'Spain wasn't going to let a bunch of scottish pirates have a city there'

九月 9, 2005

Archaeologist Mark Horton believes popular TV series are just as valid a way as books to share what he knows

Mark Horton, an archaeologist at Bristol University, is behind a major exhibition commemorating Scotland's failed attempt to establish a colony three centuries ago in the jungles of what is now Panama.

"It was an idea ahead of its time, the vision of a free-trade entrepot where goods could be transported across the isthmus," said Dr Horton, head of Bristol's department of archaeology and anthropology.

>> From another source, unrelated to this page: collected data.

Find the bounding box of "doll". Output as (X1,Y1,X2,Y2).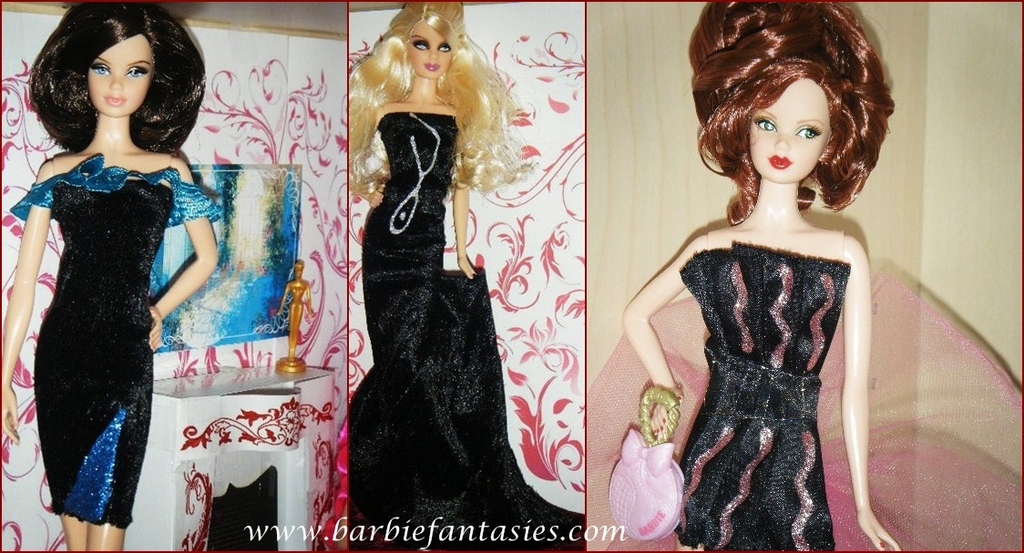
(0,0,221,552).
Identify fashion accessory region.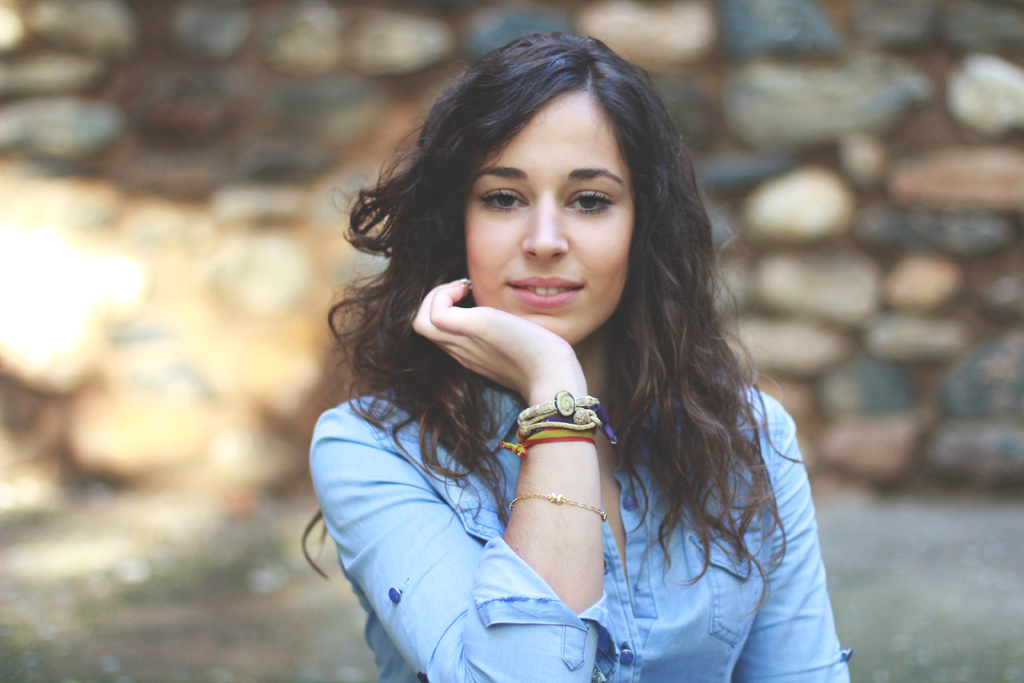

"But [the death toll from] disease was horrendous and the Spanish viewed the territory as theirs and weren't going to allow what they considered a bunch of Scottish pirates have a city there."

He first helped excavate the site of the Darien project in 1979, as a fresh Cambridge graduate. He spent four months on the mosquito-ridden jungle coast with the Scientific Exploration Society's Operation Drake, locating the site of the colony.

He returned in 2003, heading an international team of archaeologists, along with a BBC Scotland film crew making a documentary on the colony. The exhibition displays artefacts excavated during both expeditions, from shoe buckles and Scottish coins to musket balls and a pocket sundial. "There were vast quantities of brandy bottles. They were obviously completely sozzled," Dr Horton said.

More recently, he was one of the presenters on BBC Two's Coast series. "As publicly funded academics, we have a responsibility to share what we know with the wider world," he said. "Making TV programmes is part of the same mission as writing a book and giving lectures."

But academics' work is restricted by the research assessment exercise. "I wrote a book on excavations in East Africa, which sold 350 copies before being remaindered. Was it better to do that or a TV series watched by 5 million people?"